Shenhua Group Corp., China’s biggest coal producer, is seeking to limit sales of the fuel to end-users and choke off supplies to traders amid government pressure on the nation’s major miners to cool surging prices.
The Beijing-based company has changed its thermal coal sales policy to limit how much trading companies can buy and allow some sales to be based off spot prices rather than contracted prices, according to people with knowledge of the situation. Shenhua stopped selling the fuel to buyers who don’t have annual long-term contracts from Nov. 15, said the people, who asked not to be identified as the information isn’t public.
China’s price regulator has encouraged coal miners to sign long-term contracts with end-users to help stabilize prices that have been on a roll despite government efforts since September to boost supply. Shenhua and China National Coal Group Corp., the country’s two biggest coal producers, signed long-term supply contracts with five of the largest coal-fired power generators last week at prices in a band around 535 yuan a ton, around 22 percent lower than current spot prices.

‘Super Profits’
A Beijing-based spokesman for Shenhua said the company was unable to immediately comment. China Shenhua Energy Co. is the state-run miner’s main listed unit.
“Many coal traders have used the price differentials between contract and spot prices to make super profits in the past few months,” said Helen Lau, a Hong Kong-based analyst at Argonaut Securities (Asia) Ltd. “Shenhua’s move was in line with the country’s policies to curb speculation and hoarding, and sell the fuel to end consumers who really need it.”

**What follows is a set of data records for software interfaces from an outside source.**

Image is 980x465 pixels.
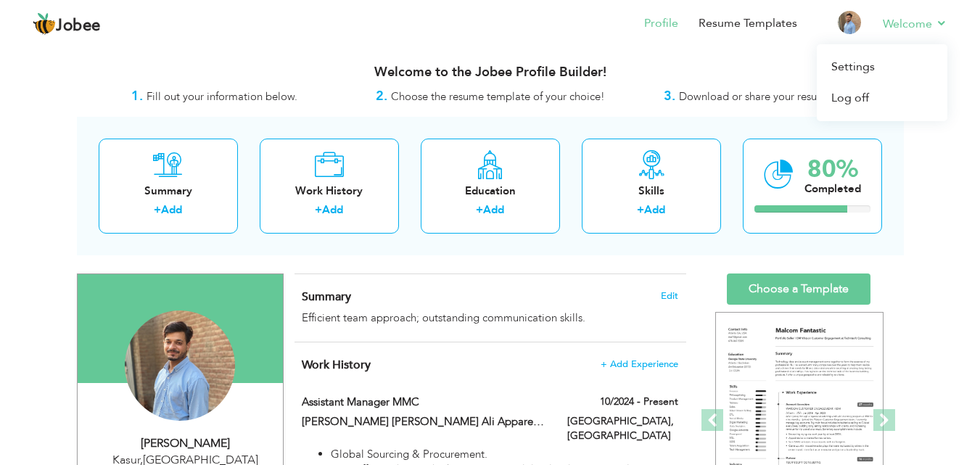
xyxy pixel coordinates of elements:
label: + [476,203,483,218]
label: 10/2024 - Present [600,395,678,410]
span: Edit [661,291,678,301]
div: Completed [805,181,861,197]
a: Add [161,203,182,217]
h4: Adding a summary is a quick and easy way to highlight your experience and interests. [302,290,677,304]
span: + Add Experience [600,359,678,369]
a: Choose a Template [727,274,870,304]
span: Work History [302,357,370,373]
span: Summary [302,289,351,304]
div: 80% [805,157,861,181]
strong: 2. [375,87,387,105]
div: Skills [593,184,710,199]
a: Welcome [882,15,947,32]
a: Resume Templates [698,15,797,32]
div: Work History [271,184,387,199]
span: Fill out your information below. [146,89,298,103]
label: + [637,203,644,218]
a: Jobee [32,12,101,36]
h4: This helps to show the companies you have worked for. [302,357,677,372]
div: [PERSON_NAME] [88,435,283,452]
label: [GEOGRAPHIC_DATA], [GEOGRAPHIC_DATA] [567,415,678,443]
label: Assistant Manager MMC [302,395,545,410]
label: + [154,203,161,218]
label: + [315,203,322,218]
a: Profile [644,15,678,32]
h3: Welcome to the Jobee Profile Builder! [77,65,904,79]
a: Add [644,203,665,217]
label: [PERSON_NAME] [PERSON_NAME] Ali Apparel (Pvt.) Ltd. [302,415,545,429]
img: Profile Img [838,11,861,34]
span: Download or share your resume online. [679,89,868,103]
div: Education [433,184,548,199]
strong: 1. [131,87,143,105]
img: jobee.io [32,12,56,36]
a: Add [322,203,343,217]
strong: 3. [663,87,675,105]
a: Add [483,203,504,217]
li: Global Sourcing & Procurement. [331,447,677,463]
img: Usman Tariq [125,310,235,421]
a: Settings [816,51,947,83]
div: Summary [110,184,227,199]
div: Efficient team approach; outstanding communication skills. [302,310,677,326]
a: Log off [816,83,947,114]
span: Jobee [56,18,101,34]
span: Choose the resume template of your choice! [391,89,605,103]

Shenhua’s move showed the company’s strong bargaining power in China’s tight coal market, and is “a reflection of the reality that Shenhua doesn’t have sufficient coal to provide to everyone and has to find ways to prioritize,” Lau said.
Power-station coal at the port of Qinhuangdao dropped to 680 yuan to 685 yuan per ton on Nov. 13, the first decline in a year, according to data from the China Coal Transportation and Distribution Association. Shenhua’s November contracted coal price was 585 yuan a ton, almost 7 percent higher than the previous month, according to a report from coal news website sxcoal.com, citing sources it didn’t identify.
The “ reasonable range” for coal prices is 550 yuan to 660 yuan a ton, China Shenhua Energy told an event this month hosted by Citigroup Inc. in Shenzhen.
Shenhua’s new thermal coal sales policies as of Nov. 15: Shenhua will stop selling to buyers who don’t have annual long-term contracts. Shenhua will maintain its policy for end-users who haven’t already bought all volumes stipulated under their current annual contracts, which requires them to pay for 40 percent of the monthly volumes at the contracted price and 60 percent at current spot prices.
Clients who are end-users who already purchased the annual volumes stipulated in their contracts can only buy additional volumes based off current spot prices. Clients who are traders will need to pay spot prices for coal supplied through their current long-term contracts, rather than the contracted price. Clients who are traders will only be able to receive November coal volumes that don’t exceed the monthly average they purchased during January to July.